“Music is the mediator between the spiritual and the sensual life.” -Ludwig Van Beethoven
Goosebumps, chills down the spine, a rapid pulse – all are subconscious reactions we feel after listening to quality, tear-jerking ballads. Emotionally intense music stimulates the reward center of our brain and makes our bodies produce dopamine (the ‘love hormone.’) It’s the same feeling we get from food, drugs—and sex. The more intense the emotions elicited, the more dopamine is released.
Teams of psychologists have recently deconstructed our favorite songs to explain exactly which features produce the strongest emotional reactions. The results were surprisingly mathematical–and surprisingly applicable to relationships. See why music may actually be the best indicator of what works in a relationship—and what does not.
Lean on Me
Twenty years ago, Dr. John Sloboda dissected 20 ballads to understand why we react so strongly to them. The answer, he found, had to do with one musical ornament: the appoggiatura.
Essentially, an appoggiatura (derived from the Italian word, “to lean”) is a suspension of one note that clashes with the underlining melody.
“This creates tension in the listener,” British psychologist Martin Guhn recently told the Wall Street Journal. “When the notes return to the anticipated melody, the tension resolves, and it feels good.”
Guhn spearheaded a separate study in 2007, which analyzed why certain passages of music had the highest “chill” factor. His team discovered that people respond to the following four dimensions.
- Songs that begin softly and suddenly become louder.
- Songs that feature the unexpected entrance of a new voice
- Unexpected deviations in the melody.
- Sudden expansion of frequencies (adding another octave, for example.)
Good examples include “Someone Like You and “Without You.”
The four attributes listed above may not only explain why we fall in love with songs—they also explain how to we fall in love in general. Humans respond to gradual escalations of intensity and deviations from the norm. The success of love ballads (and relationships) boils down to one, crucial feature: the element of surprise.
The Surprise Theory
We fall in love with unexpectedness. In Psychology Today, Harry Beckwith notes how Over The Rainbow has a brilliant, unforeseen octave leap at its opening; The Rolling Stones’ Tears Go By surprises us with its classical violins; Stevie Wonder’s Superstition uses only black keys to give a new, unprecedented sound.
The surprise factor in music is not new; classical composers have known about that trick for hundreds of years. Many began their compositions with the tonic chord (think: Mozart), orienting the listener with a stable, solid beginning. The rest of the piece launches into a progression away from the tonic, leaving the listener to constantly wonder how the piece will return to its tonic root.
The mystery of music is part of the reason we love it so much – as Sloboda wrote: “As in any love affair, it is the sense of never-ending discovery which gives impetus to the love.”
How to Become a Love Song
If a song can be engineered to produce a near-Pavlovian response in a listener, the question becomes: how can you make yourself elicit the same response?
The studies above teach us that our brain likes surprises. If a song is entirely predictable, we lose interest. Likewise, if a relationship descends into mundane, repetitious patterns, neither person is taking advantage of all the reward centers the brain has to offer.
This isn’t to say we should seek conflict, or construct confusing mind games to spice up a relationship. Surprises can be small – two concert tickets, or a note on the bathroom mirror.
It’s important to note that in successful tear-jerking songs, the appoggiatura always resolves—and the listener knows that it will resolve. We all seek a paradoxical blend of spontaneity and predictability in our lives. While variations, suspense, and some degree of intrigue are necessary to hold our attention, at the end of the day, we still want to know that we’re returning to a safe, stable place.
Balancing spontaneity with stability? Maybe that’s the way to make sure that someone will always love you.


Aim of the task –
Please copy the records exactly as they appear, with all pictures left out.

Data shown –
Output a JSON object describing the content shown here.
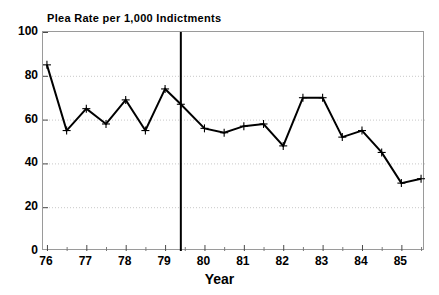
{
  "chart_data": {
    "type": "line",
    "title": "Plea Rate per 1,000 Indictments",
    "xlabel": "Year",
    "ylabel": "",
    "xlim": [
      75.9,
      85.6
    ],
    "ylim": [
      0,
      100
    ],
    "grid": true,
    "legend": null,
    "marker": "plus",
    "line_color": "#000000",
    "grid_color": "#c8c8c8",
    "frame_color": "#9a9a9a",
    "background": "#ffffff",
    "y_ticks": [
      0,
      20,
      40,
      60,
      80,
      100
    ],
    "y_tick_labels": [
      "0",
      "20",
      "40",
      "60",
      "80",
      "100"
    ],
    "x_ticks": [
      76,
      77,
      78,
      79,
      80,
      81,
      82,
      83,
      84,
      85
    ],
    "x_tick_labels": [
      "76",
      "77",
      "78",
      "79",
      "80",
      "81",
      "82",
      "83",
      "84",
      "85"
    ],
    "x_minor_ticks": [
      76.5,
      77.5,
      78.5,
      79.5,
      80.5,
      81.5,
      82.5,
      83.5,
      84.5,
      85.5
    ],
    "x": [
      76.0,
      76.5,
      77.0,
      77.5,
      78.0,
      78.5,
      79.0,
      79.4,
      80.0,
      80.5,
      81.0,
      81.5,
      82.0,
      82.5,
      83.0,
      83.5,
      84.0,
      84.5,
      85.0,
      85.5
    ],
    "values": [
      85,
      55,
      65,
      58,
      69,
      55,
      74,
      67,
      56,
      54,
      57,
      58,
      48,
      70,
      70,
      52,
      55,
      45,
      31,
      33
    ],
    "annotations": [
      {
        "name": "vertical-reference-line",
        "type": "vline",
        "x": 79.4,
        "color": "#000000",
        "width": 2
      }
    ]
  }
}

Solution to this task –
Output a JSON object describing the content shown here.
{
  "chart_data": {
    "type": "line",
    "title": "Plea Rate per 1,000 Indictments",
    "xlabel": "Year",
    "ylabel": "",
    "xlim": [
      75.9,
      85.6
    ],
    "ylim": [
      0,
      100
    ],
    "grid": true,
    "legend": null,
    "marker": "plus",
    "line_color": "#000000",
    "grid_color": "#c8c8c8",
    "frame_color": "#9a9a9a",
    "background": "#ffffff",
    "y_ticks": [
      0,
      20,
      40,
      60,
      80,
      100
    ],
    "y_tick_labels": [
      "0",
      "20",
      "40",
      "60",
      "80",
      "100"
    ],
    "x_ticks": [
      76,
      77,
      78,
      79,
      80,
      81,
      82,
      83,
      84,
      85
    ],
    "x_tick_labels": [
      "76",
      "77",
      "78",
      "79",
      "80",
      "81",
      "82",
      "83",
      "84",
      "85"
    ],
    "x_minor_ticks": [
      76.5,
      77.5,
      78.5,
      79.5,
      80.5,
      81.5,
      82.5,
      83.5,
      84.5,
      85.5
    ],
    "x": [
      76.0,
      76.5,
      77.0,
      77.5,
      78.0,
      78.5,
      79.0,
      79.4,
      80.0,
      80.5,
      81.0,
      81.5,
      82.0,
      82.5,
      83.0,
      83.5,
      84.0,
      84.5,
      85.0,
      85.5
    ],
    "values": [
      85,
      55,
      65,
      58,
      69,
      55,
      74,
      67,
      56,
      54,
      57,
      58,
      48,
      70,
      70,
      52,
      55,
      45,
      31,
      33
    ],
    "annotations": [
      {
        "name": "vertical-reference-line",
        "type": "vline",
        "x": 79.4,
        "color": "#000000",
        "width": 2
      }
    ]
  }
}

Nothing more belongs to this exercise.